About contact states in Amazon Connect - Amazon Connect

About contact states in Amazon Connect

Contact states are events that appear in the lifecycle of a contact. You can locate them in two places: the real-time metrics reports and the agent event stream.

Contact states in the agent event stream

There are different events that can appear in the lifecycle of a contact. Each of these events appear in the agent event stream as a State. A contact can have the following states that appear in the agent event stream:

  • INCOMING - This is specific to queued callbacks. The agent is presented with a callback.

  • PENDING - This is specific to queued callbacks.

  • CONNECTING - An inbound contact is being offered to the agent (it's ringing). The agent has not yet taken any action to accept or reject the contact, and they haven't missed it.

  • CONNECTED - The agent has accepted the contact. Now the customer is in a conversation with the agent.

  • CONNECTED_ONHOLD - They are in a conversation with the agent, and the agent has put the customer on hold.

  • PAUSED - The contact was paused. This is only applicable to task contacts.

  • MISSED - The contact was missed by the agent.

  • ERROR - This appears when, for example, the customer abandons the call during outbound whisper.

  • ENDED - The conversation has ended, and the agent has started doing ACW for that contact.

  • REJECTED - The contact was rejected by the agent, or the customer abandoned the contact when it was connecting to the agent.

Here's what the contact state looks like in the agent event stream:

"Contacts": [ { "Channel": "VOICE", //This shows the agent and contact were talking on the phone. "ConnectedToAgentTimestamp": "2019-05-25T18:55:21.011Z", "ContactId": "ContactId-1", //This shows the agent was working with a contact identified as "ContactId-1". "InitialContactId": null, "InitiationMethod": "OUTBOUND", //This shows the agent reached the customer by making an outbound call. "Queue": { "ARN": "arn:aws:connect:us-east-1:012345678901:instance/aaaaaaaa-bbbb-cccc-dddd-111111111111/queue/queue-ARN-for-BasicQueue", }, "QueueTimestamp": null, "State": "CONNECTED", //Here's the contact state. In this case, it shows the contact was CONNECTED to the agent, instead of say, MISSED. "StateStartTimestamp": "2019-05-25T18:55:21.011Z" //This shows when the contact was connected to the agent. } ]

Events in the contact record

A contact record captures events associated with the contact in your contact center. For example, how long the contact lasted, when it started and stopped. For a list of all data that's captured in the contact record, see Data model for Amazon Connect contact records.

A contact record is opened for a customer when they are connected to your contact center. The contact record is completed when the interaction with the flow or agent ends (that is, the agent has completed the ACW and cleared the contact). This means it's possible for a customer to have multiple contact records.

The following diagram shows when a contact record is created for a contact. It shows three contact records for a contact:

  • The first record is created when the contact is connected to Agent 1.

  • The second record is created when the contact is transferred to Agent 2.

  • The third record is created when the contact is connected to Agent 3 during a callback.

Three boxes, one for each contact record that is created.

Each time a contact is connected to an agent, a new contact record is created. The contact records for a contact are linked together through the contactId fields: initial, next, previous, and RelatedContactId.

Tip

A contact is considered connected when a contact record is created. It's possible a contact record can be created before a call is finished ringing for the caller, due to network conditions and PSTN event propagation.

Important

Every email message is an email contact that has it's own unique contact ID. For example, when an inbound message is sent to your contact center, added to the flow, routed to a queue and then an agent, it gets a unique contact ID. When the agent replies to the email, it is a new outbound email contact that goes through the outbound flow, and it has it's own unique contact ID.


- **WHAT YOU ARE ASKED TO DO**:
The lines to copy are those holding the string "angle" in the entries below.

- **DATA SUPPLIED**:
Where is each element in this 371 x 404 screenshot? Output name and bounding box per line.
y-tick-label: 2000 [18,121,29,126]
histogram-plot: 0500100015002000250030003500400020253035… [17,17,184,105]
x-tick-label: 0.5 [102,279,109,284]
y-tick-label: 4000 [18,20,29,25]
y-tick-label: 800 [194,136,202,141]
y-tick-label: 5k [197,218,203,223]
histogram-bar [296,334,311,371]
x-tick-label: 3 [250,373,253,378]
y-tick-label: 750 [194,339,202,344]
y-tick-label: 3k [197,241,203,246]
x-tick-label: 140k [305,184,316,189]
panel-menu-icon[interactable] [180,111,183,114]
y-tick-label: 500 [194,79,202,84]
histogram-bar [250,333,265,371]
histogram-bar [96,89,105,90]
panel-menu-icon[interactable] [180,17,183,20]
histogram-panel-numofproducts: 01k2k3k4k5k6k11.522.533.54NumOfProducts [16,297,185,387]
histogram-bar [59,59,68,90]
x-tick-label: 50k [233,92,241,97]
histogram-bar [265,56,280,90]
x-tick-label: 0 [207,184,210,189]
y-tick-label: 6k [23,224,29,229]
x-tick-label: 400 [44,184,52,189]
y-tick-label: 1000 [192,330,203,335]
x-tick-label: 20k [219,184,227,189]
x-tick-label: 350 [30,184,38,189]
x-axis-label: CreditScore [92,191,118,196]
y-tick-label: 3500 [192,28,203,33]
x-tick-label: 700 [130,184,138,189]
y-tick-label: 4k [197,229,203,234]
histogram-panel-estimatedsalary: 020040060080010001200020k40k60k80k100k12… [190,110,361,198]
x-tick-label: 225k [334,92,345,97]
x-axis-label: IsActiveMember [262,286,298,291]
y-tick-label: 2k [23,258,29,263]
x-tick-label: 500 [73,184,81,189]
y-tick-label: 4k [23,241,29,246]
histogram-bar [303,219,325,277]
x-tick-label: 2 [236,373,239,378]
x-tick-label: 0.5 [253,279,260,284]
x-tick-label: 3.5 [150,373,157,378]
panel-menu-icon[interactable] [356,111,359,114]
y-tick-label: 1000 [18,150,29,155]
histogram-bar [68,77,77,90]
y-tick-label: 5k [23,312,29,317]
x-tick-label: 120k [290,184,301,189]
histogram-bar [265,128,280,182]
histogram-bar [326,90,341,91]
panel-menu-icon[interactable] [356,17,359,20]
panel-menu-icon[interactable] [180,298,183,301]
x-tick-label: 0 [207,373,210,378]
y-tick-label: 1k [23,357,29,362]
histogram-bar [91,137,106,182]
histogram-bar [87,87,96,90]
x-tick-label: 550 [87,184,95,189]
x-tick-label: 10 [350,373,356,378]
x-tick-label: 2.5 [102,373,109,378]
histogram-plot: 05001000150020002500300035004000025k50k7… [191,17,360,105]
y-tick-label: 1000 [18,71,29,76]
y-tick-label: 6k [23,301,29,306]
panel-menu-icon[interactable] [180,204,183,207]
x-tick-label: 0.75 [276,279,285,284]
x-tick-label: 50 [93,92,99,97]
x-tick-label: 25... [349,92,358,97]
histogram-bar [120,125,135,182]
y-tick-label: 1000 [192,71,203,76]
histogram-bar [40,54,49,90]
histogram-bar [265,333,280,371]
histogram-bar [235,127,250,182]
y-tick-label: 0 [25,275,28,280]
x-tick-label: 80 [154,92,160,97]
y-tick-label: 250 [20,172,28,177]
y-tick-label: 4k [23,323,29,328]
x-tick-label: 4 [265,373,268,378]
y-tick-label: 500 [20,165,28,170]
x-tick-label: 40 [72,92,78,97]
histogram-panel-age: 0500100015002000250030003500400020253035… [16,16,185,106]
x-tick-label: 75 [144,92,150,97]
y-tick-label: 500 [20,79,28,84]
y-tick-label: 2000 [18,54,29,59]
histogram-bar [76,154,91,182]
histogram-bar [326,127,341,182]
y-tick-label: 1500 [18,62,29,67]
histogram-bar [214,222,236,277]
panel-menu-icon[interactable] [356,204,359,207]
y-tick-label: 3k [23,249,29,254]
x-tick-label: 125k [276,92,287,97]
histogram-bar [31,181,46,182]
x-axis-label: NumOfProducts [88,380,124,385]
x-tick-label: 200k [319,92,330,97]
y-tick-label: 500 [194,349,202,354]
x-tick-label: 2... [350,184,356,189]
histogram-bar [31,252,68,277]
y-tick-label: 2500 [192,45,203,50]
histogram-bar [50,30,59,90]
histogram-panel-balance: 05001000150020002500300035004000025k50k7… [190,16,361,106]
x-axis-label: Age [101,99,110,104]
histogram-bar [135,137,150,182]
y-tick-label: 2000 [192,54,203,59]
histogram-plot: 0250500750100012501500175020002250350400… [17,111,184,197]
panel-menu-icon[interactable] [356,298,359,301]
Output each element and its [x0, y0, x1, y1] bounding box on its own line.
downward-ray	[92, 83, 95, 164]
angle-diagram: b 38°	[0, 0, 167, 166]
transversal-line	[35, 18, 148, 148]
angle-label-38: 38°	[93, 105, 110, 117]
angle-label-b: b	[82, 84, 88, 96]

- **SOLVED PROBLEM**:
angle-diagram: b 38°	[0, 0, 167, 166]
angle-label-38: 38°	[93, 105, 110, 117]
angle-label-b: b	[82, 84, 88, 96]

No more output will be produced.